I write plenty of business code, and I do not like even the possibility of a mistake like:

    fn compute_thing(cost: whatever, num_widgets: whatever) -> Whatever;

    let cost = …;
    let num_widgets = …;
    let result = compute_thing(num_widgets, cost);
(This can by most any language including Haskell or Lean, with slightly different syntax.)

One can prevent this very verbosely with the Builder pattern. Or one can use named parameters in languages that support them.

An interesting analogue is tensor math. In Einstein’s work, there were generally four dimensions and you probably wouldn’t lose track of which letter was which. In linear algebra, at least at the high school or early undergrad level, there are usually vectors and tensors and, well, that’s it. But in data crunching or modern ML, tensors have all kinds of cool axes, and for some reason we usually just identify them by which slot they are in the order that they happen to be in in the input tensor. Some people try to creatively make this “type safe” by specializing on the length of the dimension, which is an incomplete solution at best. I would love to see adoption of some solution that gives these things explicit names and does not ever guess which axis is being referenced.

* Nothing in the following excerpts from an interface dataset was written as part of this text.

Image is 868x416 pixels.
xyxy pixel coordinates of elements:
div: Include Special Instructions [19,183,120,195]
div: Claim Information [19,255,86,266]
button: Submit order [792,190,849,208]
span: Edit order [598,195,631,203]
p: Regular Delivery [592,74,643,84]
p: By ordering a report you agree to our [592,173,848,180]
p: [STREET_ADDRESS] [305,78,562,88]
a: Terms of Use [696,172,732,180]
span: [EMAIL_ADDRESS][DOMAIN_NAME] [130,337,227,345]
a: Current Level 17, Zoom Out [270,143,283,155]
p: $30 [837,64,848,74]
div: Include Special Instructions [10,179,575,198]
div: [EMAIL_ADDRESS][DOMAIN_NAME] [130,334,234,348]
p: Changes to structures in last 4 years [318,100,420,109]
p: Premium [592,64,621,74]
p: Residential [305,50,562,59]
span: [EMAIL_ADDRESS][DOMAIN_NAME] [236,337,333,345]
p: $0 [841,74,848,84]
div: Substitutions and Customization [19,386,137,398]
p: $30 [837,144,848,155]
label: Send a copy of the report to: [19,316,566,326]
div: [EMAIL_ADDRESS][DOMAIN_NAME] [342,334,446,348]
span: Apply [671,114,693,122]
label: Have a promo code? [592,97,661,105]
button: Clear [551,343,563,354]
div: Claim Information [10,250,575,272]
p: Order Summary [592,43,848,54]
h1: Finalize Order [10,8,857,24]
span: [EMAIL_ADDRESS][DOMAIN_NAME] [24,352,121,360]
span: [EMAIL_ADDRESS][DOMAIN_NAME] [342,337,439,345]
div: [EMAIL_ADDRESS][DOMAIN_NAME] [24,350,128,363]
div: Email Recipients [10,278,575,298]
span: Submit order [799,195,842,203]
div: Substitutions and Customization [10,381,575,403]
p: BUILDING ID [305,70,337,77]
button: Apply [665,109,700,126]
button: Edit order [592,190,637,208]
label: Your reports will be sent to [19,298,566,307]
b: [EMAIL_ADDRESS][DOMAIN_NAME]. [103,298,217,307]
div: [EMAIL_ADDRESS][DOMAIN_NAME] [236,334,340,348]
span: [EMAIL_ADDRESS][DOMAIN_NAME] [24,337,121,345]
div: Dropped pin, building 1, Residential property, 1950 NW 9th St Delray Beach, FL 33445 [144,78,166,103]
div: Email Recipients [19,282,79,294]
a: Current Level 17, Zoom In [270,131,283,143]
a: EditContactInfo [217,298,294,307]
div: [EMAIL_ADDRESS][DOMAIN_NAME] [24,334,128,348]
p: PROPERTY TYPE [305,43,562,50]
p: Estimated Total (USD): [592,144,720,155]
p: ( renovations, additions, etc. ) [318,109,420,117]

(I find 95% of ML code and a respectable fraction of papers and descriptions to be locally incomprehensible because you need to look somewhere else to figure out what on Earth A • B' actually means.

OCaml has a neat little feature where it elides the parameter and variable name if they're the same:

  let warn_user ~message = ... (* the ~ makes this a named parameter *)

  let error = "fatal error!!" in
  warn_user ~message:error; (* different names, have to specify both *)

  let message = "fatal error!!" in
  warn_user ~message; (* same names, elided *)
The elision doesn't always kick in, because sometimes you want the variable to have a different name, but in practice it kicks in a lot, and makes a real difference. In a way, cases when it doesn't kick in are also telling you something, because you're crossing some sort of context boundary where some value is called different things on either side.